Kay would go further, however: investment banks should be split up among partnerships, whose partners have skin in the game, so that conflicts of interest among corporate advisory, securities issuance, market making and asset management are reduced or removed.
It is unlikely that governments can regulate such a world into existence. The US law that once ringfenced deposit-taking from risky trading, Glass Steagal, which was signed into oblivion by President Bill Clinton, had already been eroded beyond recognition upon its termination. Regulation has its place, but it is only effective if it promotes simpler outcomes.
Instead, incentives could be designed to reward people to go to new specialist firms and avoid the big banks.
Kay was not convinced that fintech was the answer. Although he said advances in payments are going to be profound, he was less optimistic about the transformative power of other technology trends.
Robo-advisors may find a useful role, but only because the current state of wealth management is such a bad deal for investors, he said. He was outright sceptical regarding peer-to-peer lending and crowdfunding, despite their ability to dodge the big-bank intermediaries. Kay predicted that these would either end up looking like the banks they were designed to undermine (or owned by them), or commit frauds that would ultimately blow up.

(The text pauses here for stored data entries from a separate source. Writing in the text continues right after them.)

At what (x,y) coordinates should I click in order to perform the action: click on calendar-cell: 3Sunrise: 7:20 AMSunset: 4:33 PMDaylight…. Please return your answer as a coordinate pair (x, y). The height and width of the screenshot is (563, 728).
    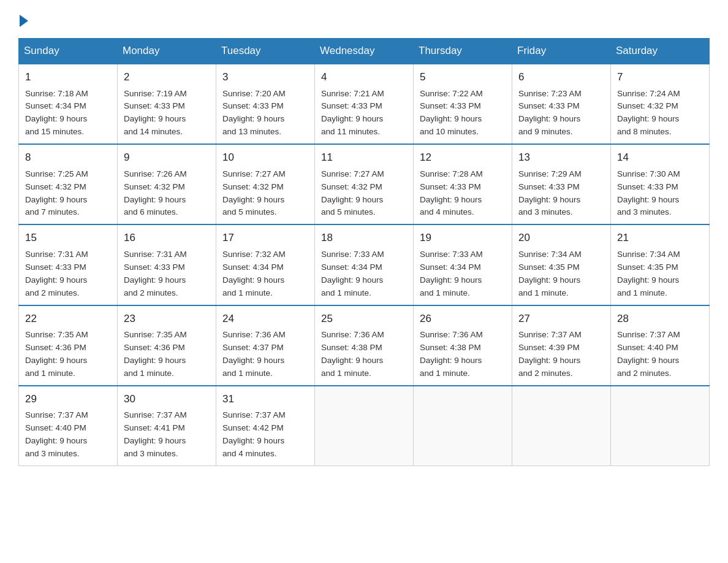
    Looking at the image, I should click on (266, 104).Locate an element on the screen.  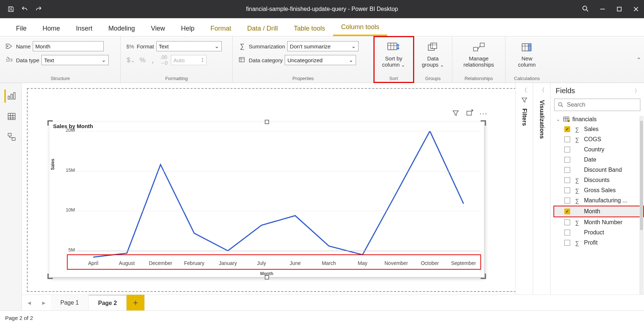
focus-mode-icon is located at coordinates (469, 114).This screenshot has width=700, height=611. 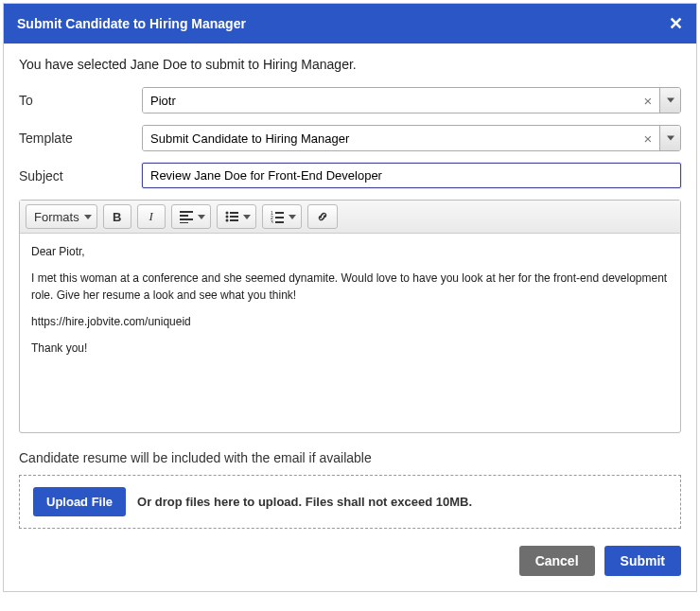 I want to click on subject-input, so click(x=411, y=176).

“Trust takes decades to build,” Kay said. The incoming CEO at a major bank who simply declares bad behaviour will no longer be tolerated is not going to succeed; instead, such CEOs simply elicit sniggers on the trading floor. Nor is it a matter of PR: the more the public understands banking, the more likely they are to be disgusted by it.
Therefore a major restructuring was still required, despite all of the post-2008 regulation. “The trading culture contaminates the retail banking culture,” Kay said.
He also lamented the loss of banking that was based on personal relationships. The shift to transaction-dominated business, in which banks trade among themselves, facilitated the rise of non-productive businesses such as high-frequency trading.
But he admitted to being at something of a loss when asked how old-fashioned relationship banking could avoid the taint of cronyism, whether it be guanxi style dealmaking in Asia or overly cozy relationships with politicians that took place in bubble-era Iceland and Ireland.
“It’s just a constant battle,” Kay said. “We need to succeed in this battle to ensure that financial services serves us,” as opposed to the narrow interests of financial insiders. “It’s hard to get there.”